Nick did not resent these positive assertions of both the physician and the undertaker. He knew much better than they, however, to what consummate trickery knaves of Margate’s caliber sometimes resort, and he was better informed than either of the ways and means that make it possible.
“I infer, Mr. Fink, that the body was not embalmed, or you would have said so,” Nick replied.
“No, sir, it was not,” Fink allowed.
“At what time did you leave it laid out in your back room?”
“It vas half past von when I vent up to ped.”
“Do you reside over your business establishment?”
“I do, Mr. Carter, mit my family and my assistant, Hans Grost. He came down at half past seven this morning and found der pody vas stolen.
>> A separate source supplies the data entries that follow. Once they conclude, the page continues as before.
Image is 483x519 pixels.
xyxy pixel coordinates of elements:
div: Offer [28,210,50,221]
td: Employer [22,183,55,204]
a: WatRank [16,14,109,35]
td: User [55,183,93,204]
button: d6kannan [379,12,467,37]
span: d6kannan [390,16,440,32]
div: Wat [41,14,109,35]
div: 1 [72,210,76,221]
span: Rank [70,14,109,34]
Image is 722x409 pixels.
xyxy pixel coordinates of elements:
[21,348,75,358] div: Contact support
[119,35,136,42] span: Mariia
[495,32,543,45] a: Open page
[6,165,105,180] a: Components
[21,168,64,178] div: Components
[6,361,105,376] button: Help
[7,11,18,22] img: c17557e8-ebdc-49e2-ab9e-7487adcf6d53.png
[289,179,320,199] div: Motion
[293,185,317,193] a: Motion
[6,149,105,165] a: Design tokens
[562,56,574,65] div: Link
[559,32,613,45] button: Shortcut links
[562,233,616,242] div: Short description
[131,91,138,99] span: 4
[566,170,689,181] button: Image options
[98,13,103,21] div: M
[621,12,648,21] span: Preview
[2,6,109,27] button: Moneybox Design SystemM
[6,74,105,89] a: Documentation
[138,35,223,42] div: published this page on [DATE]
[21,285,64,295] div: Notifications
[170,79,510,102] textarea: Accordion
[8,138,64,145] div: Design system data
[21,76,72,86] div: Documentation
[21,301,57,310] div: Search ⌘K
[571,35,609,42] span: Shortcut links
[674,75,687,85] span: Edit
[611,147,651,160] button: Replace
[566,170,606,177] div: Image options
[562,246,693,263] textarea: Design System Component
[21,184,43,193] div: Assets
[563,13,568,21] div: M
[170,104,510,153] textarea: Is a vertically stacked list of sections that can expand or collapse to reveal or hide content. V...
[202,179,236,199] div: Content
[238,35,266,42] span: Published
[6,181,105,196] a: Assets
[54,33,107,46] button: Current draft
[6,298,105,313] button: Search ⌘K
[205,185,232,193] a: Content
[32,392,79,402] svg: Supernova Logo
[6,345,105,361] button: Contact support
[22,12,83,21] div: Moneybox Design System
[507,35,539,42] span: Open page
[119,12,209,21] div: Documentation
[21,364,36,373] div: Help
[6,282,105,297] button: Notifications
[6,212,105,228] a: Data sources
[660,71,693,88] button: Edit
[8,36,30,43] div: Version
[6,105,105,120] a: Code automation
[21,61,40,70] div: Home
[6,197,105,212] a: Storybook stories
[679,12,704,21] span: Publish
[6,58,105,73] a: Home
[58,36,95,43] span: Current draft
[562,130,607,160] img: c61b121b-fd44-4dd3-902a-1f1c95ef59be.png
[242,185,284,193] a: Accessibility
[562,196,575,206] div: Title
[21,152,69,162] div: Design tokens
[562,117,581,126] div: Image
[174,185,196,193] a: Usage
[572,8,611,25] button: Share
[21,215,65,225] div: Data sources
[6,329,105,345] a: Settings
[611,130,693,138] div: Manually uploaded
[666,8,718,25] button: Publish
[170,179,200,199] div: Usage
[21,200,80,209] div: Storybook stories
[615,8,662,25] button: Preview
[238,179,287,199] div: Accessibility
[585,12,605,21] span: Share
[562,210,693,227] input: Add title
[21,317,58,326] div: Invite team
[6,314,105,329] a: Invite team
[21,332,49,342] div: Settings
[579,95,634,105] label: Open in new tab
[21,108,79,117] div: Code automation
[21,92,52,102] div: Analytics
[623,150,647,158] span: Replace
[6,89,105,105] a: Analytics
He——”
“Who now has the vial, Chief Hadley, from which Margate took the supposed poison?” Nick cut in, turning to the police chief.
“Doctor Nolan has it, I believe.”
“I have,” bowed the physician. “It is in a safe in my office.”
“Does it still contain any of the liquid?”
“A very little, Mr. Carter.”
“Do you know of what it consists? Have you examined it?”
“Not yet. I anticipated no such occasion as this.”
“Hang on to it, doctor,” Nick directed. “A careful chemical analysis may become necessary. Now, Mr. Fink, lead the way to your back room. I’ll see what I make of this extraordinary robbery.”